More than a third with locally-advanced disease don’t get treatment aimed at preventing tumor’s return
WEDNESDAY, Feb. 18, 2015 (HealthDay News) — Many American women with locally-advanced breast cancer do not receive recommended radiation therapy after mastectomy, according to a study published online Jan. 14 in the Journal of the American College of Surgeons.
Experts at the U.S. National Cancer Institute currently recommend that breast cancer patients who undergo mastectomy receive radiation therapy if their cancer has spread to four or more nearby lymph nodes. However, in the new study, which tracked 56,990 such breast cancer cases in the United States between 1998 and 2011, researchers found only 65 percent of patients received follow-up radiation therapy. The researchers “were quite startled by the finding,” lead author Quyen Chu, M.D., M.B.A., professor of surgery at the Louisiana State University Health Sciences Center in Shreveport, said in a news release from the American College of Surgeons.
Factors such as race/ethnicity, income and education level, health insurance, where patients lived or where they were treated, or the presence of other health problems did not influence whether these patients received radiation therapy. However, women who had received chemotherapy had more than five times the odds of getting radiation treatment compared to those who had not.
About 82 percent of the patients in the study received chemotherapy. Chu theorized that women who decided to skip chemotherapy might also be less willing to undergo radiation therapy. Still, the exact reasons why more than a third of patients forgo postoperative radiation remains unclear. “From this study, we could not tease out whether patients refuse treatment or there is a lack of awareness among women and physicians about the need for radiation therapy after mastectomy for locally-advanced breast cancer,” Chu said.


Task objective
Exact duplicates of all the records are needed.

Records for this task
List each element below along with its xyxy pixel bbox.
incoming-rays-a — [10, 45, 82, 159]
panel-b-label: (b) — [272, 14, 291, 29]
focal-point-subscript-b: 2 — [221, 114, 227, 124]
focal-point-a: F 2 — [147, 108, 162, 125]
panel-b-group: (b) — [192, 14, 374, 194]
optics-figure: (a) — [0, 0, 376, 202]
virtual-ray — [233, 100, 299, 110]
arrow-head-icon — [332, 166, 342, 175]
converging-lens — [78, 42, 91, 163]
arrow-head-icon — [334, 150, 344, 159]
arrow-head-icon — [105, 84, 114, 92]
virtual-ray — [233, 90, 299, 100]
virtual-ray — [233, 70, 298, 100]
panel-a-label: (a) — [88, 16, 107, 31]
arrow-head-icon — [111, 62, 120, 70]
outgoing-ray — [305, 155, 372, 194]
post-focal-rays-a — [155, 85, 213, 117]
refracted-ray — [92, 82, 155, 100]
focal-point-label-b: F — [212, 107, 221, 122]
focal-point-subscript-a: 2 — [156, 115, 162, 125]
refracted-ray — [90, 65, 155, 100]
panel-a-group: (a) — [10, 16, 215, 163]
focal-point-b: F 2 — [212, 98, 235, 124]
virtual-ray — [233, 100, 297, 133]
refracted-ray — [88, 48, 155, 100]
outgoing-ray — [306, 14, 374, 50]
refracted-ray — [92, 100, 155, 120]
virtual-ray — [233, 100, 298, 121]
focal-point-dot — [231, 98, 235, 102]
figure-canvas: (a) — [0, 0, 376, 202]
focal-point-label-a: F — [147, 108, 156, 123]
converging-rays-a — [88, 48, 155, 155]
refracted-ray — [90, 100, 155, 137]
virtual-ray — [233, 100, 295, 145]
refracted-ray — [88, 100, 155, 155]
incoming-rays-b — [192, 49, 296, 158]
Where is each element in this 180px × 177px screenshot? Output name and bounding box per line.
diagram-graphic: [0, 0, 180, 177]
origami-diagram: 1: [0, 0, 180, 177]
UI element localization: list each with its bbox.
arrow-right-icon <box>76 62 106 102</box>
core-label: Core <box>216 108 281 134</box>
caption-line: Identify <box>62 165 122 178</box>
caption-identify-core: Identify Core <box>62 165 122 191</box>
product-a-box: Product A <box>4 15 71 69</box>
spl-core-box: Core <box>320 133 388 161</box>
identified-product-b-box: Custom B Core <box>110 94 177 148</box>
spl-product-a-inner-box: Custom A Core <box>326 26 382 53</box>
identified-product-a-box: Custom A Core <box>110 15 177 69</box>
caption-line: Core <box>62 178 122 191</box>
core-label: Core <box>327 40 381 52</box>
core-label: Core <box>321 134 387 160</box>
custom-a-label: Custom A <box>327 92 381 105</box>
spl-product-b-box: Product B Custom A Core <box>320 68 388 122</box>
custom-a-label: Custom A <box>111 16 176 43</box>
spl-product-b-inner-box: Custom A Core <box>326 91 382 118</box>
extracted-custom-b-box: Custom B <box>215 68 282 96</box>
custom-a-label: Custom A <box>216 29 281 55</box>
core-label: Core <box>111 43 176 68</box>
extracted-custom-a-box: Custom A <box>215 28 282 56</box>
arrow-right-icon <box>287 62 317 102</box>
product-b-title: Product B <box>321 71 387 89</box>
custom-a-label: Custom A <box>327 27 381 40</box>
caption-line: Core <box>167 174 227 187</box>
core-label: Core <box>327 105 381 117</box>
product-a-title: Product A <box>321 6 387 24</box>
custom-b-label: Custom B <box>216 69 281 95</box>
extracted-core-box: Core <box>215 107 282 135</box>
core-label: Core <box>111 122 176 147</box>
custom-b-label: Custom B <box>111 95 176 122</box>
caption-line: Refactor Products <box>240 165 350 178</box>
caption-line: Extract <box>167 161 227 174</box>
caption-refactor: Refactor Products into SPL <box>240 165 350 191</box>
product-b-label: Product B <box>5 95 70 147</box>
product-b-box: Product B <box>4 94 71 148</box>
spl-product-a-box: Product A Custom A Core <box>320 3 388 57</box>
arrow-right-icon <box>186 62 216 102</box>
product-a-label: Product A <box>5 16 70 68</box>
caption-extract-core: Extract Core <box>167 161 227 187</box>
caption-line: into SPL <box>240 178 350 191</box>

Written solution
List each element below along with its xyxy pixel bbox.
incoming-rays-a — [10, 45, 82, 159]
panel-b-label: (b) — [272, 14, 291, 29]
focal-point-subscript-b: 2 — [221, 114, 227, 124]
focal-point-a: F 2 — [147, 108, 162, 125]
panel-b-group: (b) — [192, 14, 374, 194]
optics-figure: (a) — [0, 0, 376, 202]
virtual-ray — [233, 100, 299, 110]
arrow-head-icon — [332, 166, 342, 175]
converging-lens — [78, 42, 91, 163]
arrow-head-icon — [334, 150, 344, 159]
arrow-head-icon — [105, 84, 114, 92]
virtual-ray — [233, 90, 299, 100]
virtual-ray — [233, 70, 298, 100]
panel-a-label: (a) — [88, 16, 107, 31]
arrow-head-icon — [111, 62, 120, 70]
outgoing-ray — [305, 155, 372, 194]
post-focal-rays-a — [155, 85, 213, 117]
refracted-ray — [92, 82, 155, 100]
focal-point-label-b: F — [212, 107, 221, 122]
focal-point-subscript-a: 2 — [156, 115, 162, 125]
refracted-ray — [90, 65, 155, 100]
panel-a-group: (a) — [10, 16, 215, 163]
focal-point-b: F 2 — [212, 98, 235, 124]
virtual-ray — [233, 100, 297, 133]
refracted-ray — [88, 48, 155, 100]
outgoing-ray — [306, 14, 374, 50]
refracted-ray — [92, 100, 155, 120]
virtual-ray — [233, 100, 298, 121]
focal-point-dot — [231, 98, 235, 102]
figure-canvas: (a) — [0, 0, 376, 202]
focal-point-label-a: F — [147, 108, 156, 123]
converging-rays-a — [88, 48, 155, 155]
refracted-ray — [90, 100, 155, 137]
virtual-ray — [233, 100, 295, 145]
refracted-ray — [88, 100, 155, 155]
incoming-rays-b — [192, 49, 296, 158]
Where is each element in this 180px × 177px screenshot? Output name and bounding box per line.
diagram-graphic: [0, 0, 180, 177]
origami-diagram: 1: [0, 0, 180, 177]
UI element localization: list each with its bbox.
arrow-right-icon <box>76 62 106 102</box>
core-label: Core <box>216 108 281 134</box>
caption-line: Identify <box>62 165 122 178</box>
caption-identify-core: Identify Core <box>62 165 122 191</box>
product-a-box: Product A <box>4 15 71 69</box>
spl-core-box: Core <box>320 133 388 161</box>
identified-product-b-box: Custom B Core <box>110 94 177 148</box>
spl-product-a-inner-box: Custom A Core <box>326 26 382 53</box>
identified-product-a-box: Custom A Core <box>110 15 177 69</box>
caption-line: Core <box>62 178 122 191</box>
core-label: Core <box>327 40 381 52</box>
core-label: Core <box>321 134 387 160</box>
custom-a-label: Custom A <box>327 92 381 105</box>
spl-product-b-box: Product B Custom A Core <box>320 68 388 122</box>
custom-a-label: Custom A <box>111 16 176 43</box>
spl-product-b-inner-box: Custom A Core <box>326 91 382 118</box>
extracted-custom-b-box: Custom B <box>215 68 282 96</box>
custom-a-label: Custom A <box>216 29 281 55</box>
core-label: Core <box>111 43 176 68</box>
extracted-custom-a-box: Custom A <box>215 28 282 56</box>
arrow-right-icon <box>287 62 317 102</box>
product-b-title: Product B <box>321 71 387 89</box>
custom-a-label: Custom A <box>327 27 381 40</box>
caption-line: Core <box>167 174 227 187</box>
core-label: Core <box>327 105 381 117</box>
product-a-title: Product A <box>321 6 387 24</box>
custom-b-label: Custom B <box>216 69 281 95</box>
extracted-core-box: Core <box>215 107 282 135</box>
core-label: Core <box>111 122 176 147</box>
custom-b-label: Custom B <box>111 95 176 122</box>
caption-line: Refactor Products <box>240 165 350 178</box>
caption-line: Extract <box>167 161 227 174</box>
caption-refactor: Refactor Products into SPL <box>240 165 350 191</box>
product-b-label: Product B <box>5 95 70 147</box>
product-b-box: Product B <box>4 94 71 148</box>
spl-product-a-box: Product A Custom A Core <box>320 3 388 57</box>
arrow-right-icon <box>186 62 216 102</box>
product-a-label: Product A <box>5 16 70 68</box>
caption-extract-core: Extract Core <box>167 161 227 187</box>
caption-line: into SPL <box>240 178 350 191</box>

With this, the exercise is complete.